Rowan yelped when Seb streaked across the room, gripped her arms and glared at her.

‘It is not just sex! Get it?’

‘Then what is it?’ Rowan demanded. ‘And let me go. You’re hurting me.’

Tell me. Tell me that you need me to stay. Give me something to work with, to take a risk on.

Seb dropped his hands and then threw them up. ‘It’s something! I don’t know what it is, exactly, but we’ll never find out if you don’t stop running!’

Something? Something wasn’t enough. Not nearly enough.

‘I’m leaving. I’m not running!’ Rowan shouted. ‘And I never said I’d stay! Besides, what would I be staying for? Another couple of months of sex? What do you want from me, Seb? Can you tell me?’

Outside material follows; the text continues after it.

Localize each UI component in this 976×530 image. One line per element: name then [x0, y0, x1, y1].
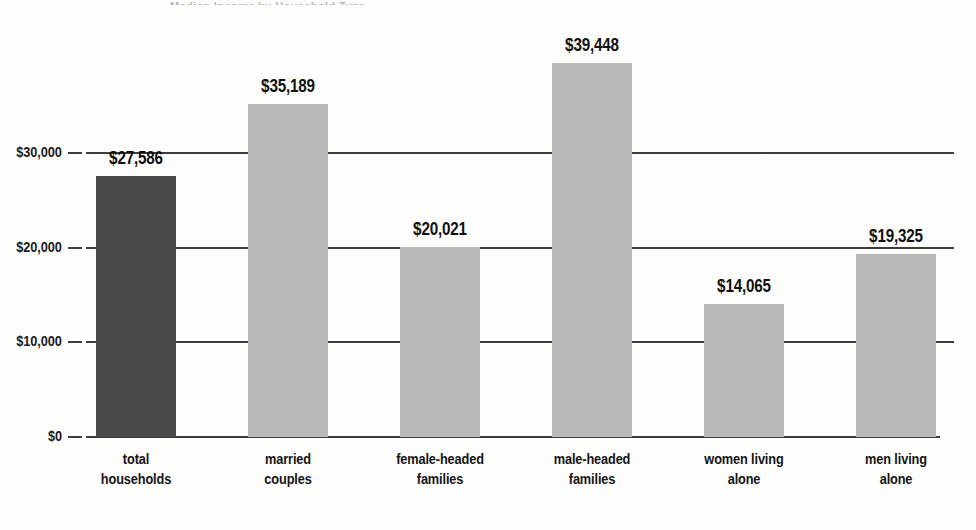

Seb raked his hand through his hair. ‘No. Maybe. Not yet. I haven’t thought it through.’

‘You see, that’s the essential difference between you and me. It has to make intellectual sense to you and it just has to feel right to me.’ Rowan sat on the edge of the bed.

‘Does it feel right for you to stay?’ Seb asked quietly.

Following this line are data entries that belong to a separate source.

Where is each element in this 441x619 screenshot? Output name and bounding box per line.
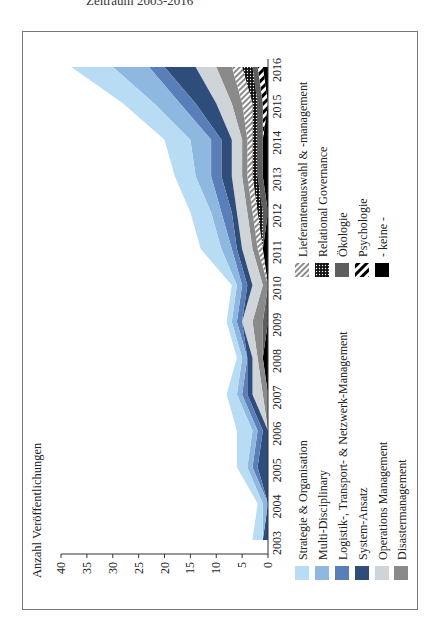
legend-item: Ökologie [335,212,350,277]
year-axis: 2003200420052006200720082009201020112012… [270,58,284,555]
legend-label: - keine - [376,217,390,257]
legend-item: Relational Governance [315,147,330,277]
legend-swatch [335,566,349,580]
year-tick-label: 2016 [270,58,284,82]
legend-swatch [394,566,408,580]
legend-swatch [355,263,369,277]
legend-item: - keine - [375,217,390,277]
legend-swatch [355,566,369,580]
value-tick-label: 0 [261,562,275,568]
axis-title: Anzahl Veröffentlichungen [30,442,44,578]
legend-swatch [315,263,329,277]
year-tick-label: 2007 [270,385,284,409]
year-tick-label: 2004 [270,495,284,519]
legend-label: Multi-Disciplinary [316,470,330,560]
value-tick-label: 15 [183,562,197,574]
year-tick-label: 2014 [270,131,284,155]
year-tick-label: 2015 [270,94,284,118]
legend-label: Lieferantenauswahl & -management [296,81,310,257]
year-tick-label: 2012 [270,204,284,228]
stacked-area-chart: 0510152025303540 20032004200520062007200… [0,0,441,619]
legend-item: System-Ansatz [355,487,370,580]
value-tick-label: 30 [106,562,120,574]
legend-swatch [295,263,309,277]
legend-item: Strategie & Organisation [295,440,310,580]
legend-label: Psychologie [356,198,370,257]
value-tick-label: 20 [158,562,172,574]
year-tick-label: 2006 [270,422,284,446]
legend-item: Psychologie [355,198,370,277]
year-tick-label: 2005 [270,458,284,482]
value-tick-label: 10 [209,562,223,574]
year-tick-label: 2011 [270,240,284,264]
legend-label: Ökologie [336,212,350,257]
year-tick-label: 2003 [270,531,284,555]
legend-swatch [335,263,349,277]
value-tick-label: 25 [132,562,146,574]
legend-swatch [375,566,389,580]
legend-swatch [295,566,309,580]
legend-item: Logistik-, Transport- & Netzwerk-Managem… [335,331,350,580]
year-tick-label: 2008 [270,349,284,373]
legend-item: Operations Management [375,441,390,580]
legend-item: Disastermanagement [394,459,409,580]
legend-label: Relational Governance [316,147,330,257]
legend-label: Operations Management [376,441,390,560]
year-tick-label: 2009 [270,313,284,337]
value-tick-label: 35 [80,562,94,574]
legend-label: System-Ansatz [356,487,370,560]
legend-item: Multi-Disciplinary [315,470,330,580]
area-layers [71,67,268,540]
year-tick-label: 2010 [270,276,284,300]
year-tick-label: 2013 [270,167,284,191]
legend-label: Logistik-, Transport- & Netzwerk-Managem… [336,331,350,560]
legend-item: Lieferantenauswahl & -management [295,81,310,277]
legend: Strategie & OrganisationMulti-Disciplina… [295,81,409,580]
legend-swatch [315,566,329,580]
legend-label: Disastermanagement [395,459,409,560]
legend-swatch [375,263,389,277]
legend-label: Strategie & Organisation [296,440,310,560]
value-tick-label: 40 [54,562,68,574]
value-tick-label: 5 [235,562,249,568]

‘Yes! But the problem is...’

‘What?’

Rowan lifted pain-saturated eyes to his. ‘This time I know that it’s smart to leave. That, no matter how right it feels to stay, I have to listen to my brain. Because this time I can’t trust my heart.’

‘Why?’

‘Because you’ll break it. And I’ll break yours. We have the ability to do that to each other,’ Rowan said in a quiet, determined voice. ‘If I walk—run—leave now, we can avoid that. You can’t give me enough of what I need for me to consider staying. I don’t want to hurt you, and God knows I don’t want you to hurt me. Let me go, Seb, please. It’s for the best. You know it is.’

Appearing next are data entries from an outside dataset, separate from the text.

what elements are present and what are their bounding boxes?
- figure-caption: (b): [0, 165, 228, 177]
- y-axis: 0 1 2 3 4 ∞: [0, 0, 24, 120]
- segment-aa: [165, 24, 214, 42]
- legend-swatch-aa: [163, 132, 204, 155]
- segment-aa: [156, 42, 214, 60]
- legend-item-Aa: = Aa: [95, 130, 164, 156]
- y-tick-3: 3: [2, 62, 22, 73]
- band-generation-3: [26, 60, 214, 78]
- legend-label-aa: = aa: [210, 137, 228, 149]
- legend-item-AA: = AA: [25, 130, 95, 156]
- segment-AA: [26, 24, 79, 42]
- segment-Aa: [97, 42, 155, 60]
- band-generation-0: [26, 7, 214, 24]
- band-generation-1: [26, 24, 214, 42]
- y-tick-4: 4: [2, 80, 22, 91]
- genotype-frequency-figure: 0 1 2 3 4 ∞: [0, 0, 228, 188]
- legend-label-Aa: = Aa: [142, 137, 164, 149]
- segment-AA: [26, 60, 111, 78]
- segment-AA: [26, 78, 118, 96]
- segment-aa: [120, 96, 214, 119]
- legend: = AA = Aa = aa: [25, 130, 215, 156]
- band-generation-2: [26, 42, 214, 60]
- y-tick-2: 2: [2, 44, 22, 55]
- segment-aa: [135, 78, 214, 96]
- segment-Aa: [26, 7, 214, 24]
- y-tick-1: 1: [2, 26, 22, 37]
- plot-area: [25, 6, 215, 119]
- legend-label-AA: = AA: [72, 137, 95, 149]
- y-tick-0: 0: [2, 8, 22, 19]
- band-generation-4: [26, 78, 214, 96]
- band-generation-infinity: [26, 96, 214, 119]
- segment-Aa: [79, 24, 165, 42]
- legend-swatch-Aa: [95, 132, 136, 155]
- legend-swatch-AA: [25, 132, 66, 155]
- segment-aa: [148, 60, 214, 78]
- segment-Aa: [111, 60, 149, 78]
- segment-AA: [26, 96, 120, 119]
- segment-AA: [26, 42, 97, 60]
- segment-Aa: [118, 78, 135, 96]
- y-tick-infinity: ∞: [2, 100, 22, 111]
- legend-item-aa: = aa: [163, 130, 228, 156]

‘All I know—feel, dammit!—is that you are running as fast and as far away from me as possible. But I’ve never begged a woman for anything in my life and I’m not going to start now.’

Seb walked over to his desk, shoved the chair so hard that it skidded across the floor and bent over his computer. His fingers skipped over the keys and ten minutes later—the longest ten minutes of her life—he turned back to face her.

His face and voice were completely devoid of emotion. ‘I’ve booked you on a flight to London, leaving tonight. I’ve ordered you a taxi. It will be here in an hour. I’m sure you won’t mind spending the afternoon in the airport. It’s what you do, isn’t it?’

‘Seb, I’m doing what I think is best for us,’ Rowan protested, trying once more to get him to understand.

‘And where does what I want, what I need, what I think is best, come into it? All I’m asking is for some time, Rowan! A slice of your time so that we can work out what we want to do. We’ve been together for nearly three weeks! We’re adults. Adults don’t make snap decisions about the rest of their lives, about whether they’re going to get hurt or not. I want time with you—time that you seem to be able to give to mountains and monasteries, temples, sights and cities but not to me!’ Seb roared. ‘So, really, take your excuses about doing what is best for us and get the hell out of my life.’